ZNext Mining Corp., Inc. (ZNXT) Debt-to-Equity Ratio
As of May 23, 2026
TL;DR — ZNXT debt-to-equity is N/A
ZNext Mining Corp., Inc. (ZNXT) currently carries a debt-to-equity ratio of N/A (not available). Interest coverage is N/A and the current ratio is N/A. Debt-to-equity is not yet populated for this ticker.
Current leverage profile
Debt / Equity
N/A
Total debt / shareholder equity
Interest coverage
N/A
EBIT / interest expense
Current ratio
N/A
Short-term liquidity
D/E in isolation is a starting point, not a verdict. To get a credible read on solvency you also want to see interest coverage above 3x (so EBIT comfortably pays interest) and a current ratio above 1.2 (so short-term assets cover short-term obligations). When those two are healthy, even a higher D/E is usually manageable.
5-Year debt-to-equity trend
Historical D/E series is not yet available for ZNXT.
Industry comparison
Sector D/E median is not yet available for this ticker.

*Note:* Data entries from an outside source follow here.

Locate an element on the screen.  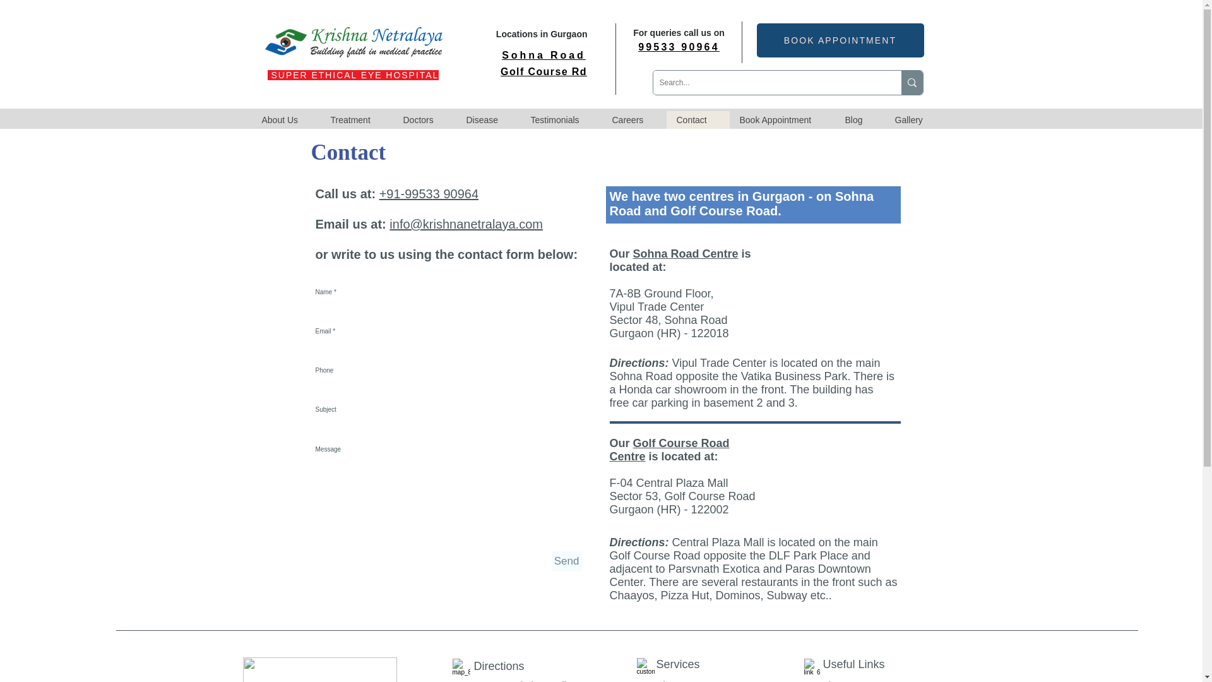
BOOK APPOINTMENT is located at coordinates (840, 40).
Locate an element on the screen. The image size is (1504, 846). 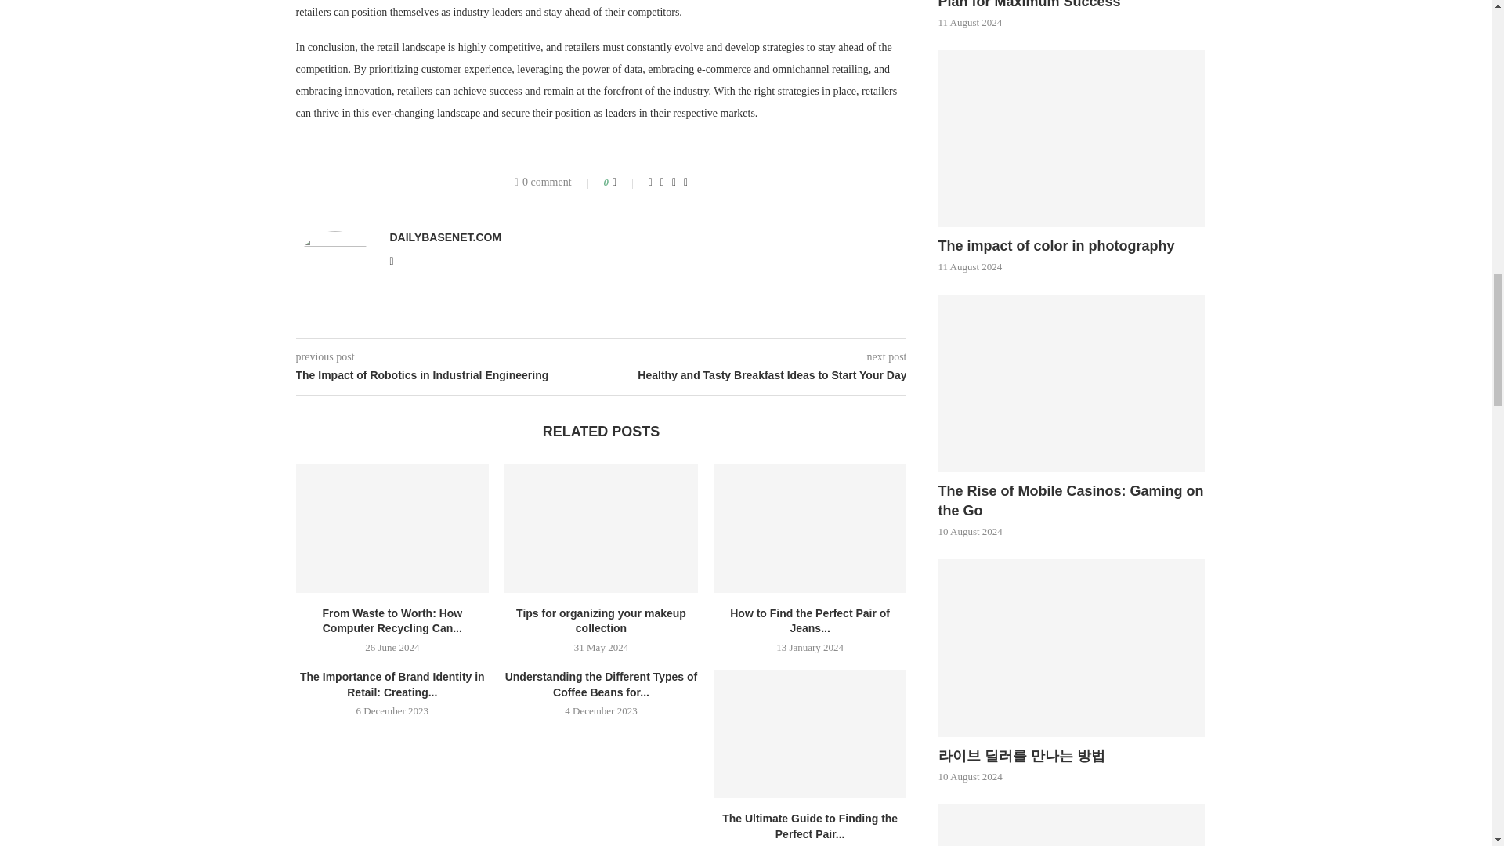
The Rise of Mobile Casinos: Gaming on the Go is located at coordinates (1071, 501).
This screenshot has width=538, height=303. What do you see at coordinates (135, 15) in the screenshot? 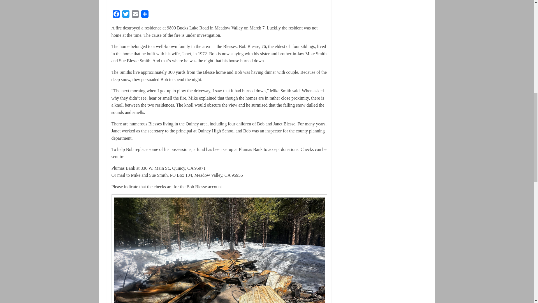
I see `Email` at bounding box center [135, 15].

Interpreting ZNXT's debt-to-equity
What "Not available" means here: Debt-to-equity is not yet populated for this ticker.
Sector context matters: a D/E of 1.5 in financials or utilities is normal. The same number in software or pharma is a yellow flag. Always anchor your read against the sector median above before forming a view.
Watch the direction: a slowly rising D/E is fine if return on invested capital (see the fundamentals page) is comfortably above the cost of debt. A rapidly rising D/E paired with deteriorating ROIC is the classic distressed-equity pattern.

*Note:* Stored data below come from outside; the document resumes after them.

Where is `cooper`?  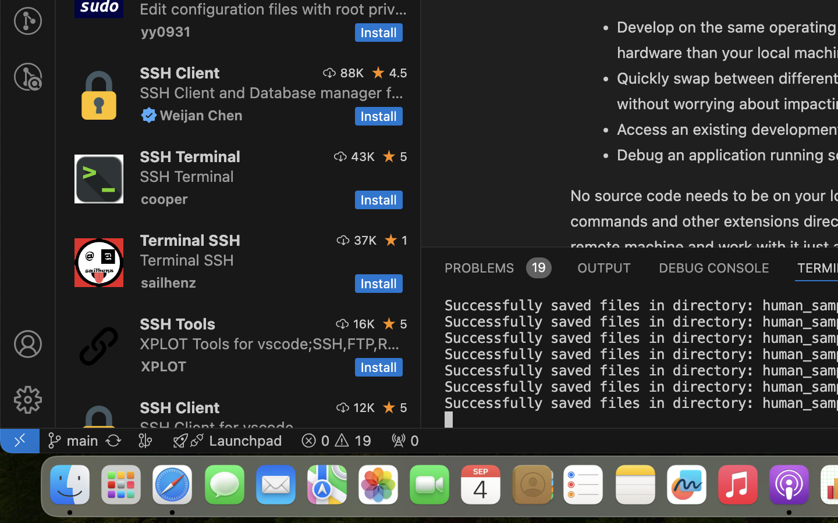
cooper is located at coordinates (165, 199).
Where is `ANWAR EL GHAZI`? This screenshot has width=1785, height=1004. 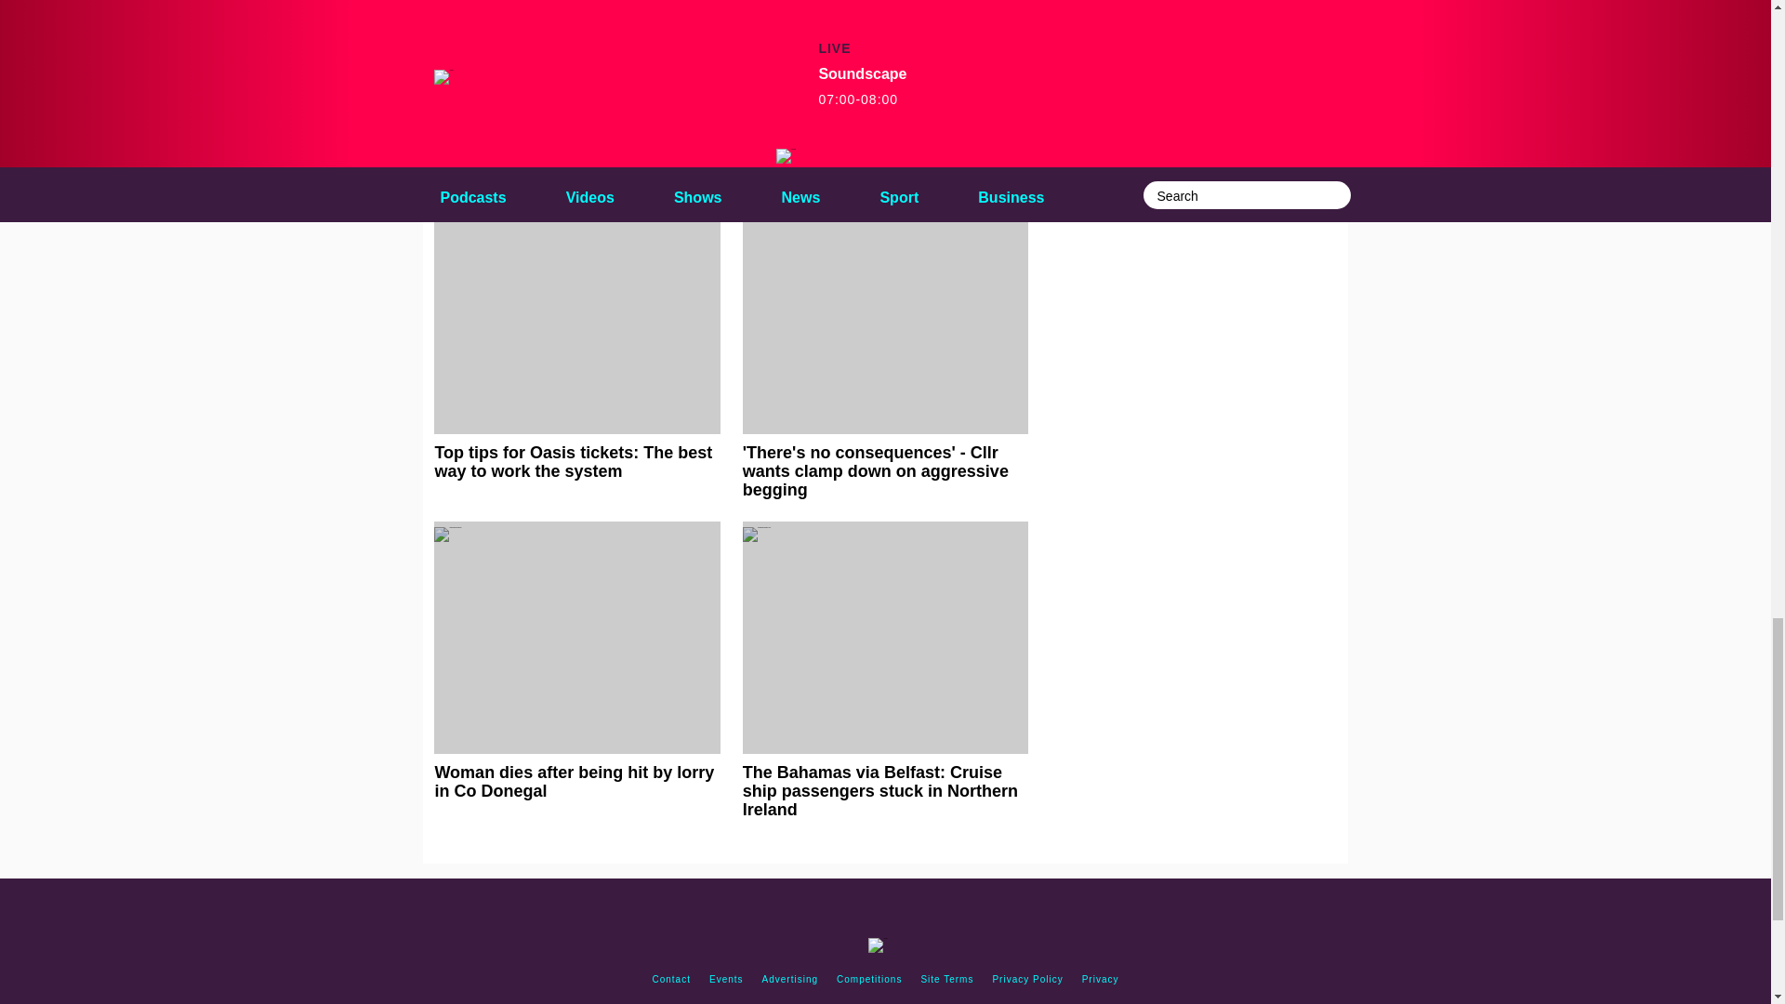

Stress test: ask yourself what ZNXT looks like if revenue drops 20% for two years. With its current interest coverage of N/A, can the company keep paying interest? The Altman Z-Score on the fundamentals page is a quick formal version of this question.
Related ZNXT analyses
Frequently asked about ZNXT debt-to-equity
What is ZNXT's debt-to-equity ratio?↓
Debt-to-equity is not yet populated for ZNXT — try again after the next 12-hour cache refresh.
How is debt-to-equity calculated?↓
Debt-to-equity = total debt / shareholders' equity. Total debt usually includes both short-term and long-term interest-bearing borrowings (sometimes called total liabilities in older definitions). We use the FMP "debtEquityRatioTTM" field, which is total debt over equity on a trailing twelve-month basis.
Is ZNXT's D/E ratio safe?↓
Without a D/E reading we can't assess solvency. Cross-check with current ratio and interest coverage from the fundamentals page.
How does ZNXT compare to the Basic Materials average?↓
Sector debt benchmarks for this ticker are still being ingested.
When is high debt-to-equity dangerous?↓
High D/E is dangerous when (1) cash flow coverage is weak (interest coverage below 3x), (2) earnings are cyclical or capital-intensive, (3) refinancing exposure is concentrated in the next 12-24 months, (4) the company is paying out a large dividend or running buybacks while issuing more debt. Conversely, high D/E can be perfectly fine for stable-cash-flow utilities, REITs, and regulated financials — context matters.